Hiring Foreigners, Not Americans

By James R. Edwards, Jr. on December 9, 2011

What's the number one issue in America today? It's jobs. But we now have one more indication that U.S. employers are giving Americans desperate for work the shaft.

U.S. Citizenship and Immigration Services has reported that companies seeking to import foreign skilled workers, like in the computer industry, have exhausted the annual quota. For the third consecutive year, employers have set a new record for reaching the H-1B visa cap. The annual limit is 65,000 H-1Bs, plus 20,000 more for aliens with advanced degrees, plus as many more foreign temp workers as government or nonprofits may want.

Merry Christmas, job-starved Americans looking for good-paying skilled positions!

Meanwhile, the latest unemployment figures make it appear that the national employment situation is improving. That's hardly the case. The economy added a piddling net 120,000 jobs in November.

While on paper, the official unemployment rate fell by 0.4 percentage points to 8.6 percent in November, the main reason for the drop in unemployment was people giving up looking for work.

The 13.3 million officially unemployed Americans represent a 594,000 decrease in the government's count from the prior month. But wait. Some 487,000 people left the labor force. If you stop looking for employment, you disappear from the government's count of total available workers. And about 400,000 Americans a week are filing for unemployment insurance this year.

At any rate, it makes little sense to keep importing more than a million permanent immigrants every year, thousands more skilled and unskilled foreign workers in guestworker programs, and to continue the failed policies of the visa lottery and chain migration. That continual importation of cheap foreign labor only worsens the job situation for the 23 million Americans who can't find full-time work.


# [TASK BRIEF]
When you reach the line in the listing below that contains "Detect <item>man</item>. Return", begin returning lines exactly as written, and stop after the line that contains "Can you tell". Return no other lines.

# [RECORDS FOR PROCESSING]
Content starts

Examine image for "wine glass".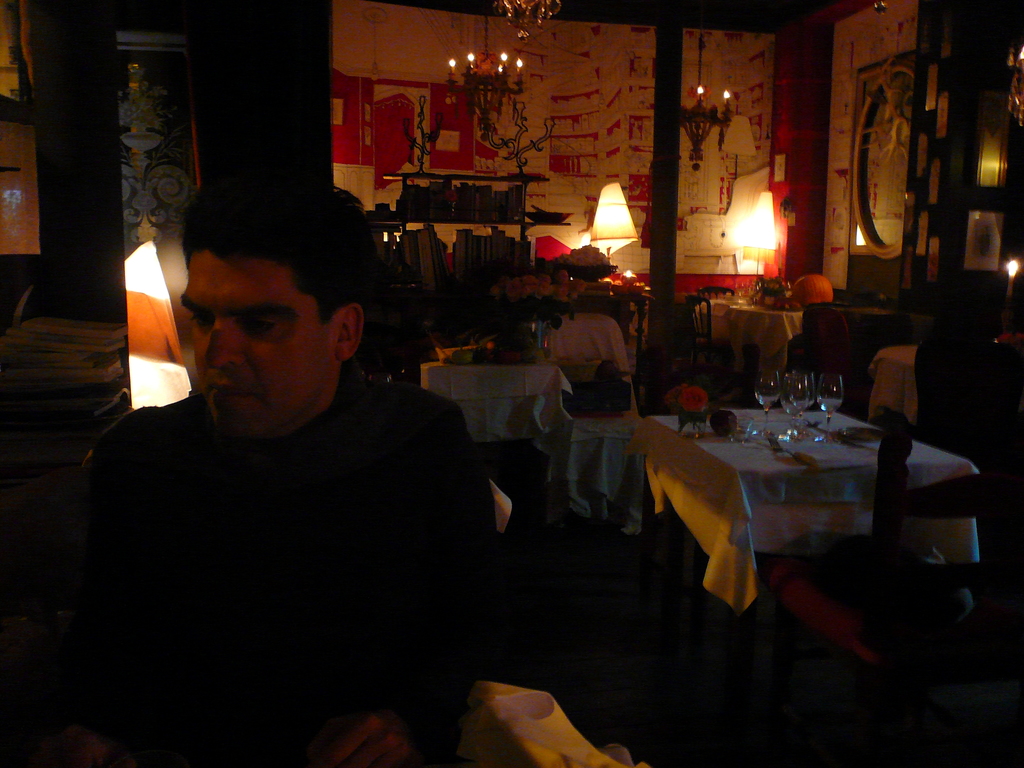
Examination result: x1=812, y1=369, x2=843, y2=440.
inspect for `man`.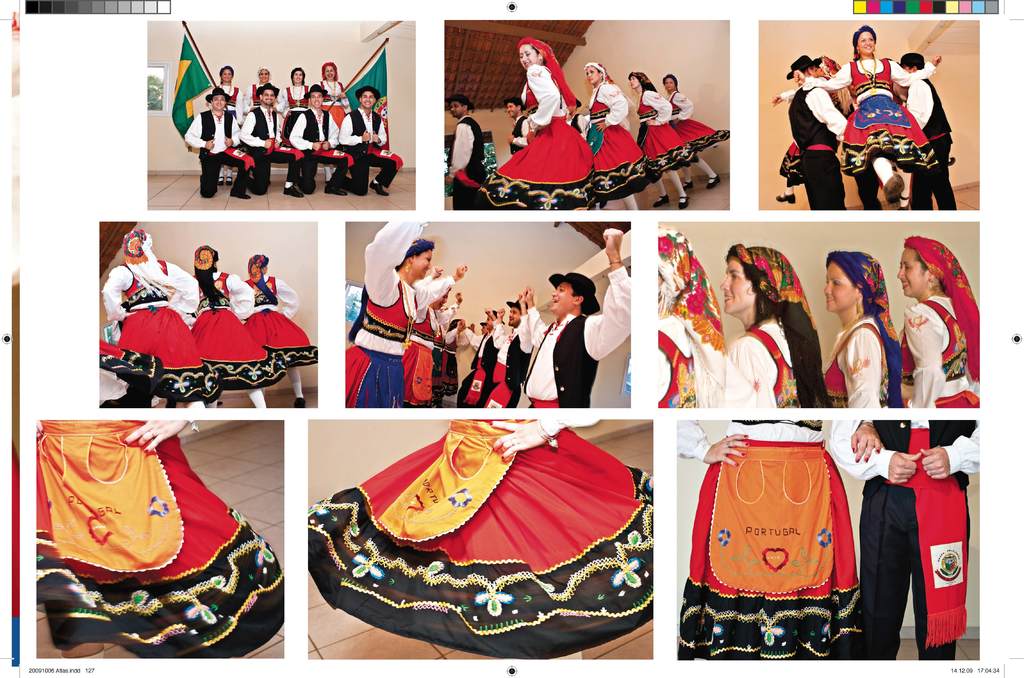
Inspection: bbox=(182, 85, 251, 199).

Content ends
Content starts

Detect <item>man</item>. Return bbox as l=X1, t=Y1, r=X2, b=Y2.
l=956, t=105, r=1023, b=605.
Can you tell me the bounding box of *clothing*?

Content ends
Content starts

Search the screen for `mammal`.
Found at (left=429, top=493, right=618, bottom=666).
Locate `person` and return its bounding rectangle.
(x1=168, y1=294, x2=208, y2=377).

Content ends

# [SOLUTION FOR THIS PROBLEM]
Detect <item>man</item>. Return bbox as l=X1, t=Y1, r=X2, b=Y2.
l=956, t=105, r=1023, b=605.
Can you tell me the bounding box of *clothing*?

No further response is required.